From the start of the ’04/’05 crab season,the catch has been excellent. During the months of February and March, Crab Fests are being hosted all around the San Francisco Bay Area. The biggest Crab Fest is being held at Fisherman’s Wharf in San Francisco, and everyone is invited.
Killer Crab available at the Crab House on Pier 39 or the Dead Fish in Crockett is a classic example of a heavenly way to eat crab.
Published: February, 2005
From the start of the ’04/’05 crab season,the catch has been excellent. During the months of February and March, Crab Fests are being hosted all around the San Francisco Bay Area. The biggest Crab Fest is being held at Fisherman’s Wharf in San Francisco, and everyone is invited. The Fisherman’s Wharf Business Association is sponsoring a number of special events all around the Wharf area and participating local restaurants are offering mouth-watering crab special dishes during the month of February to encourage visitors and locals alike to come and enjoy the succulent bounty of the sea. Dungeness Crab is a symbol of San Francisco.
When the crab season started at midnight on November 15th, local and visiting boats rushed out to the Bay. The rolling ball of migrating crab was not hard to locate off San Francisco’s coast. Within 23 hours, crab started rolling in, by the thousands. For the first 10-12 days of the season, huge numbers were brought in by large visiting vessels. These vessels roam the western coastal seas. Visiting fishermen come to Bay Area waters from Alaska, Washington, Oregon, and other California harbors. It is a dangerous and hard life. We were lucky to meet some of these visitors as they passed through our Bay.
Captain Dennis Sturgell of Bold Contender is considered a top skipper among this group of crab fishing fleets. His home port is in Oregon. Captain Dennis and his crew were excited about their good luck at the start of the crab season. They filled the vessel’s 60,000-lb. hold until it was brimming with their first catch of the new season by the wee hours of Saturday morning, November 17th. A call home as they began to pull the last round of traps in brought the wives of Captain Dennis and crewman Jeremy Hammond to the San Francisco docks by plane and cab to welcome their men to port.
Bold Contender’s crab catch was sold before they docked. It took a long time to offload such a large amount of crab into a variety of buyers’ carry crates. As they neared the bottom of the hold, compression from the weight of the upper layers of 45,000 lb. of crab made the bottom 15,000 lbs. move slowly. The hold was filled with circulating cold seawater from the harbor to revitalize the remaining crab from the press.
Jeremy recently purchased a 58’ vessel similar to Bold Contender. While outfitting it, and applying for coveted permits, he fishes with Captain Dennis. When asked how he got started, he said he was home schooled aboard his Dad’s boat when he was very young. His Dad was a Berring Sea captain, he explained with a proud grin. “Fishing is freedom. The sea is the only place I don’t feel claustrophobic. Nothing can hurt me, except myself. It is just me, the ocean, and my crew.” His goal to be a Berring Sea fisherman like his Dad will have to wait. That area is now open just two weeks a year. The big boats took too many at once before limits were set to keep the sea healthy. The extremely short season is designed to allow those schools of fish a chance to recover, which will take years. When it does, Jeremy will be ready and waiting to carry on. The other crew members also started just out of school with their Dads. It gets in your blood, they all said with grins. “I don’t relax, till we cast off,” finished Jeremy.
“Big boats,” said Steve Turner, representing one of the wholesale buying and selling firms on the docks, “are closely managed.” They bring in a lot of money to the community for their catch. They follow the migrating crab north and don’t stay long in any one spot. They leave resident crab for the resident fleet. Next stop this year is most likely Oregon, then Washington and on to Alaska. Their crab season, like for our local fishermen, is eight months long, filled in with other types of fishing to make theirs a year-round job.
Steve said he has noticed a change in the crab since the big boats started working our waters. He thought perhaps the outer water’s salinity and/or algae the crab eat has changed. Last year, and again this year, their shells are softer than the first few years. Crab coming in are of good size. Those caught, and kept, meet the minimum of 6-1/4 inches from horn to horn and are all male. Females are returned to the sea. There’s no question that they taste great, but they do not stand up to the compression of big holds like before. The boats race to get their catches in quickly to avoid loss. While the crab in the bottom of Bold Contender’s hold took a swim, Captain Dennis and crewman Jeremy enjoyed a chance to visit with their ladies, and to try a few of the hundreds of chocolate chip cookies they and their kids had made for their men to take along for the next part of their voyage.
The dockside cookers billowed steam in the cold morning air. Bin after bin of crab were immersed in steaming hot waters to cook on the docks. These crab were for better restaurants and markets nearby. The Fisherman’s Wharf crab fleet get crab to the table at its peak of freshness and flavor.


> **WHAT YOU SHOULD DO**
The copy should hold only the line containing "At what (x,y)" and the lines after it through the end of the material, each exact, with no pictures.

> **DATA TO EXAMINE**
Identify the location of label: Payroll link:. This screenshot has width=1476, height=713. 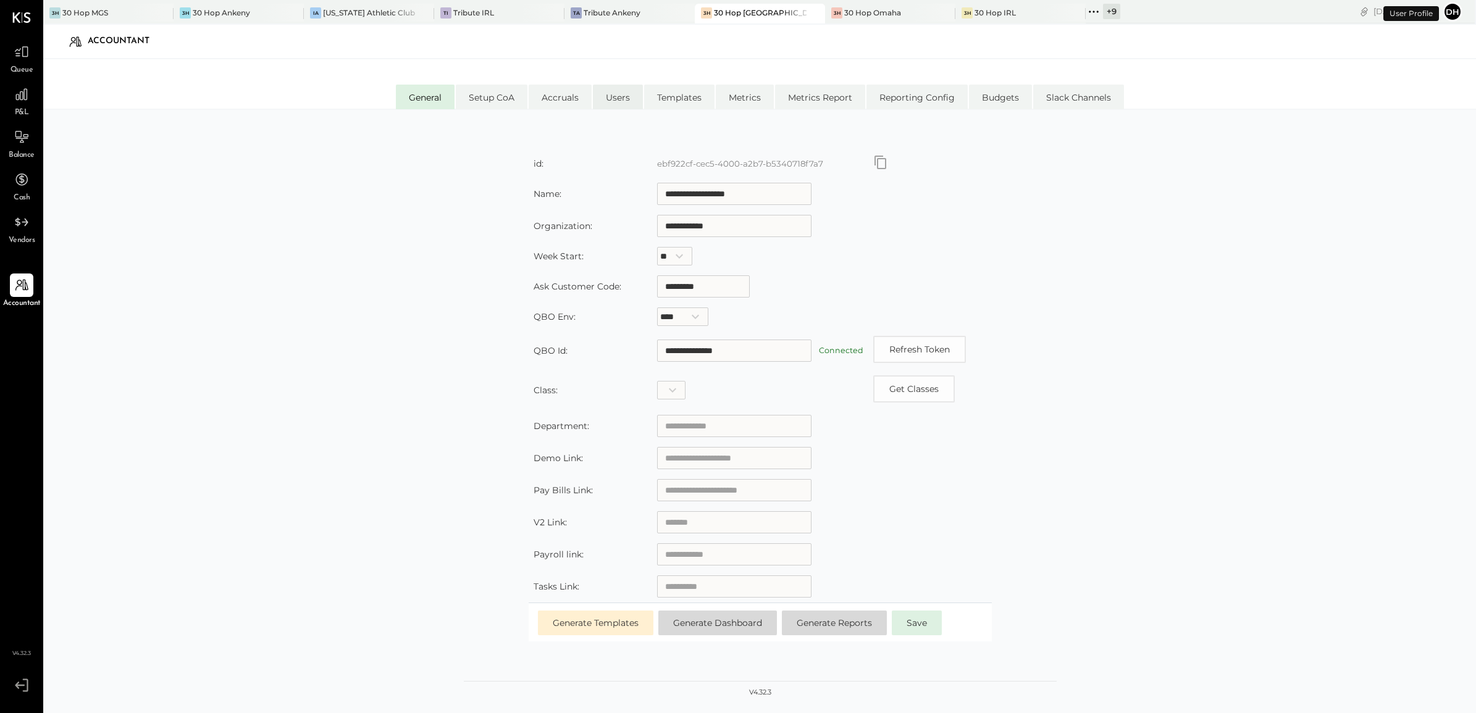
(558, 555).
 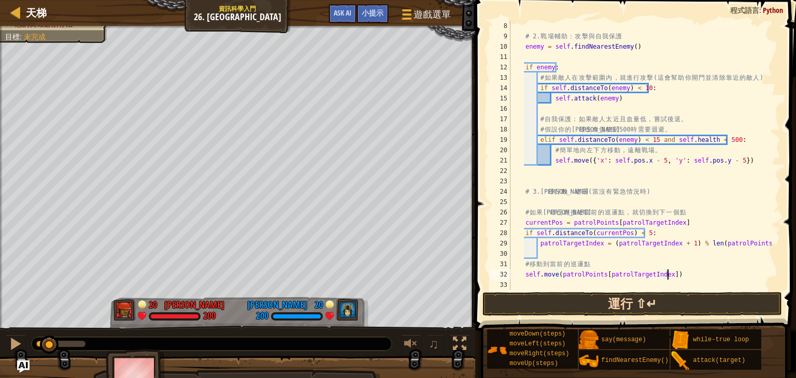 I want to click on span: 未完成, so click(x=35, y=37).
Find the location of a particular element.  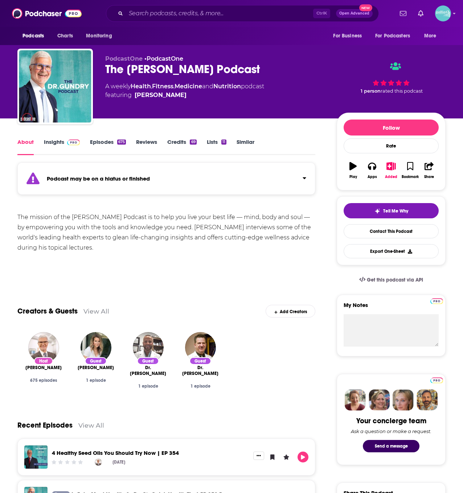

span: New is located at coordinates (366, 8).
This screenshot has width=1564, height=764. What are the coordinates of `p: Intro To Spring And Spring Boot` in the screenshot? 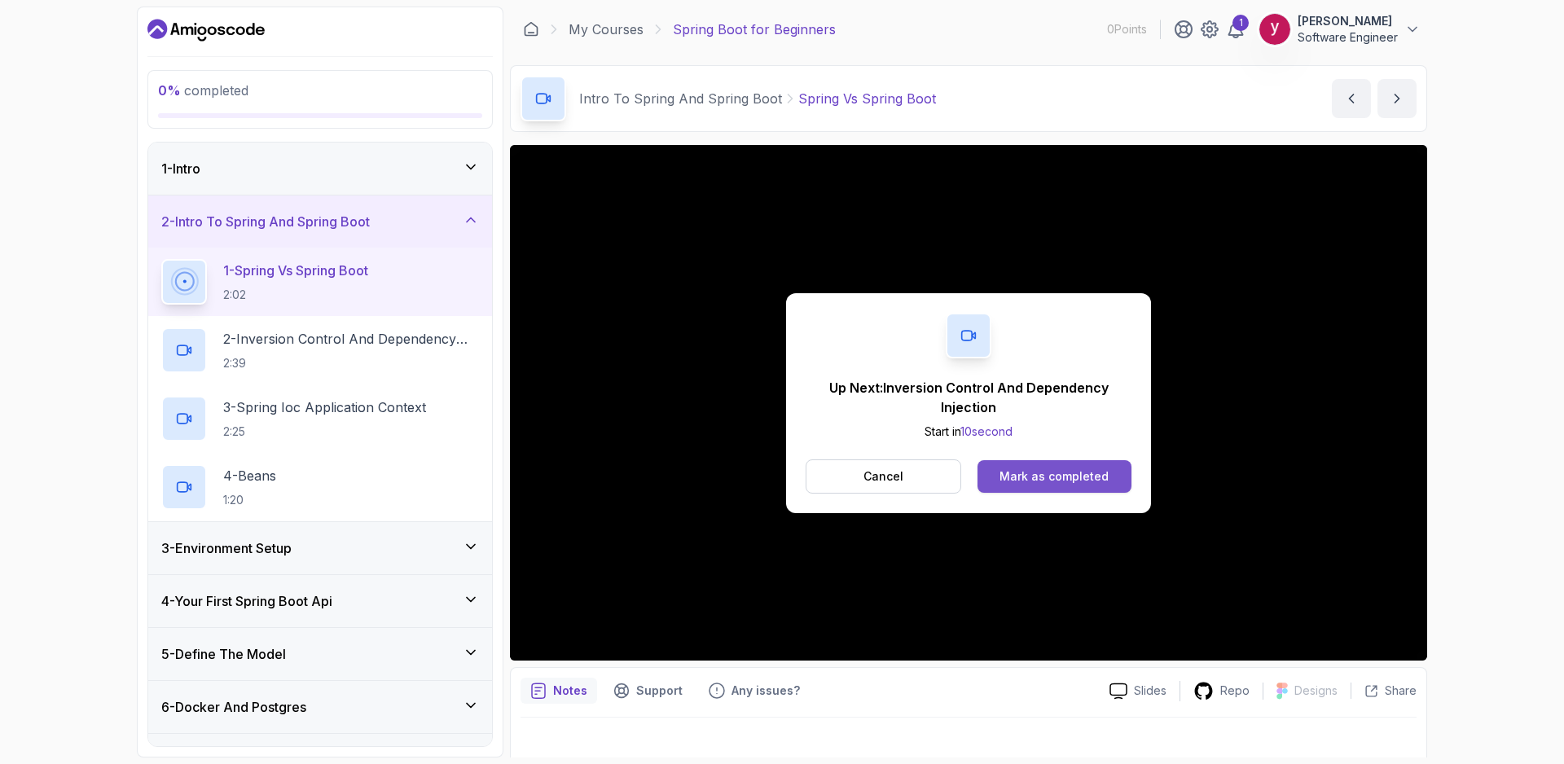 It's located at (680, 99).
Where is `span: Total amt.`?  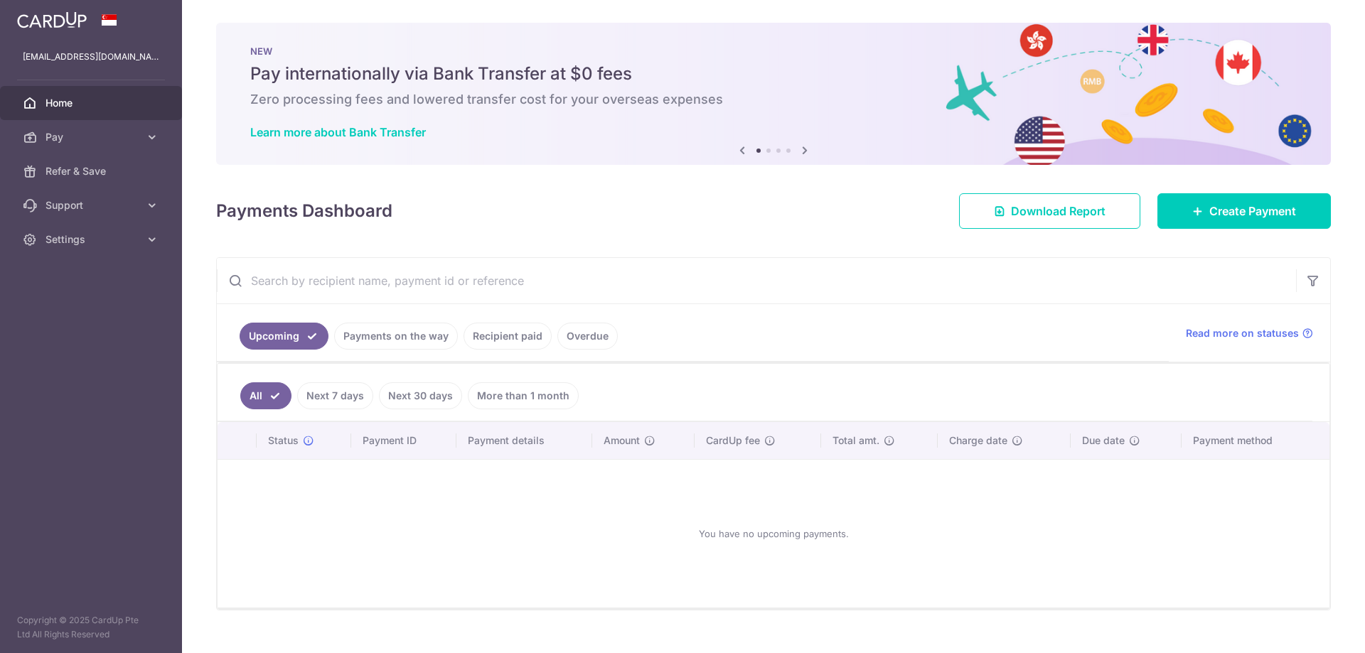 span: Total amt. is located at coordinates (856, 441).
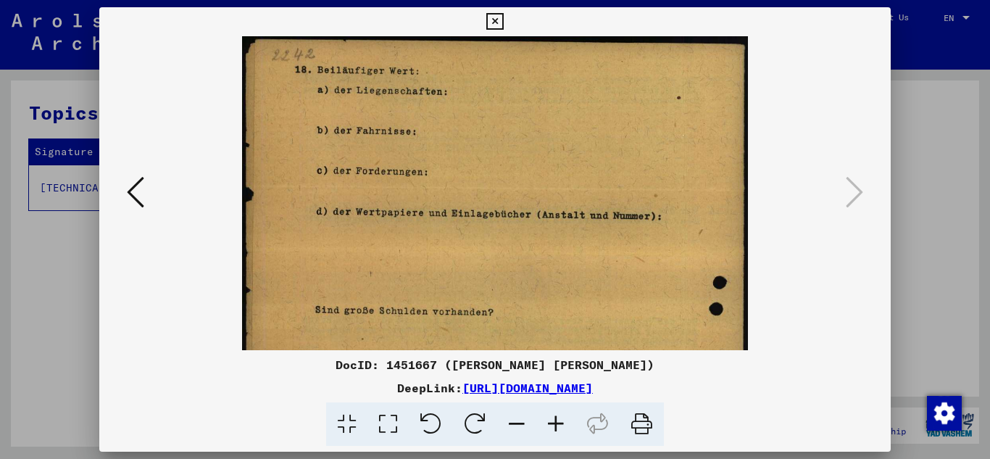 Image resolution: width=990 pixels, height=459 pixels. Describe the element at coordinates (945, 413) in the screenshot. I see `img: Change consent` at that location.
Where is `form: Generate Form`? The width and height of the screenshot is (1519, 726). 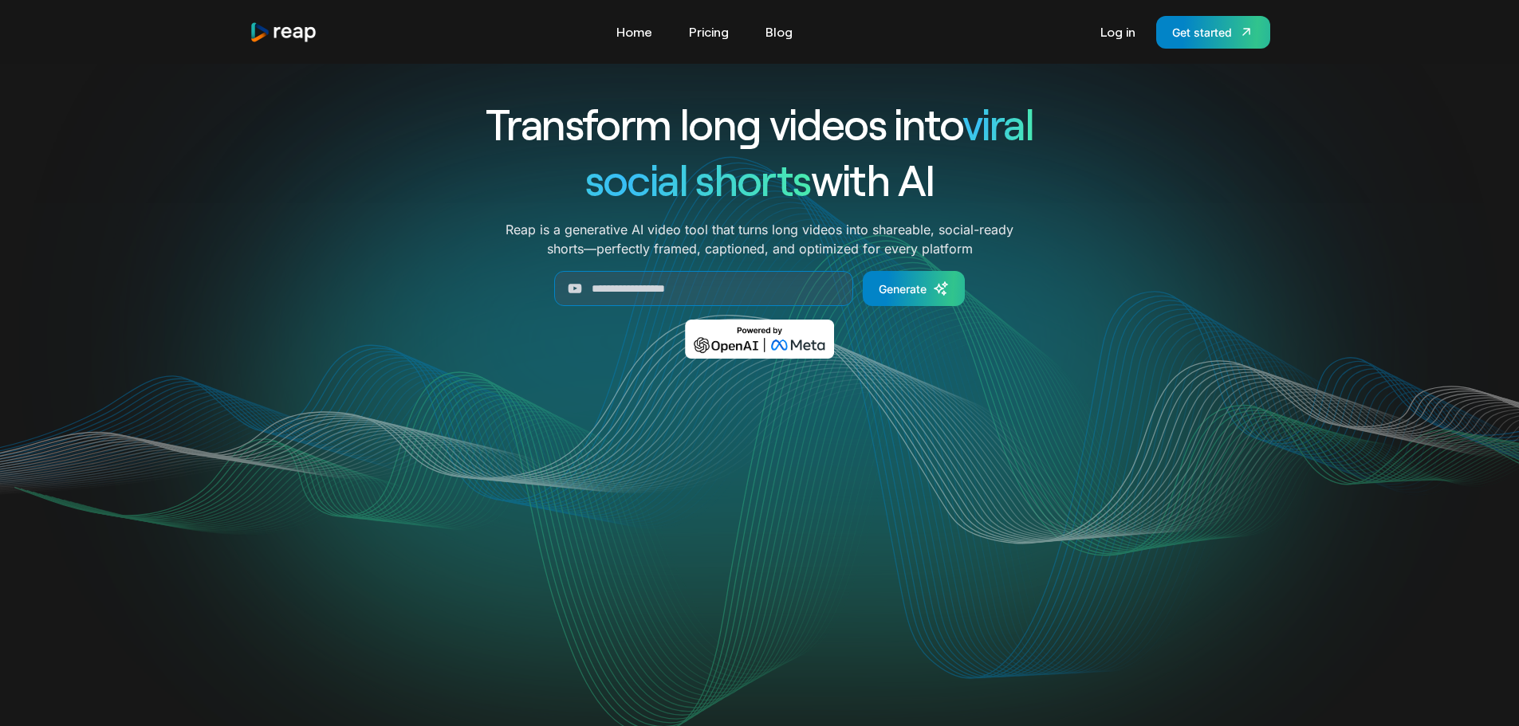
form: Generate Form is located at coordinates (760, 289).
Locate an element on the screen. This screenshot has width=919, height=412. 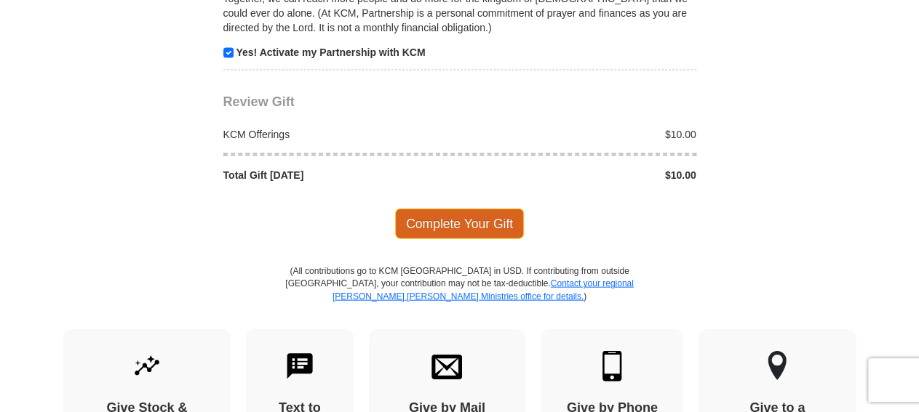
div: KCM Offerings is located at coordinates (338, 135).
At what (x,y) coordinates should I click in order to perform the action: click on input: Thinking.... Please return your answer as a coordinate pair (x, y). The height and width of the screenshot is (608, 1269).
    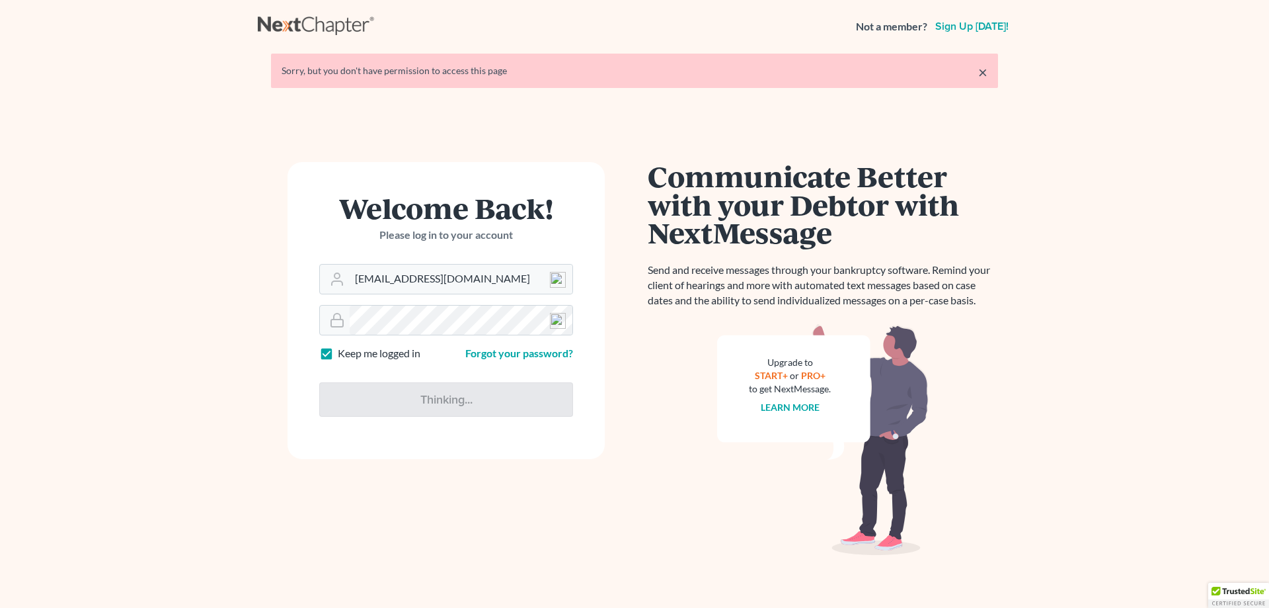
    Looking at the image, I should click on (446, 399).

> **EXERCISE ANSWER**
At what (x,y) coordinates should I click in order to perform the action: click on input: Thinking.... Please return your answer as a coordinate pair (x, y). The height and width of the screenshot is (608, 1269).
    Looking at the image, I should click on (446, 399).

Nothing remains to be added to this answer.